Love's Labour's Lost (Vol. 38) | David Bevington (essay date 1996)

David Bevington (essay date 1996)

SOURCE: "'Jack Hath Not Jill': Failed Courtship in Lyly and Shakespeare," in Shakespeare Survey, Vol. 42, 1996, pp. 1-13.

[Here, Bevington compares Love's Labour's Lost to Lyly 's Sappho and Phao, maintaining that the play's contradictory portrayal of women—as objects of lust and of worship—leads to the characters ' unfulfilled desires and the play's unresolved ending.]

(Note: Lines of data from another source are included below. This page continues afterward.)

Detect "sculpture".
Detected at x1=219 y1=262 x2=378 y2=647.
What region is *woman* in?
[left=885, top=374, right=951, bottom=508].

I begin with two perceptions: first, the observation of Robert Y. Turner that English comedy did not really find a successful way to dramatize love in any psychological sense before Lyly began his career as a playwright, and second, that of Alfred Harbage and others that Love's Labour's Lost is the most Lylyan of Shakespeare's plays.1 The Lyly play that immediately invites attention in this regard is Sappho and Phao, written in 1584, since, like Shakespeare's Love's Labour's...

[The entire page is 8895 words long]

Join eNotes

The above is a free excerpt. Get total access to this content with the:

Lookup any word on eNotes with our dictionary. Highlight the word and press SHIFT + D for a definition, or SHIFT + T for a synonym.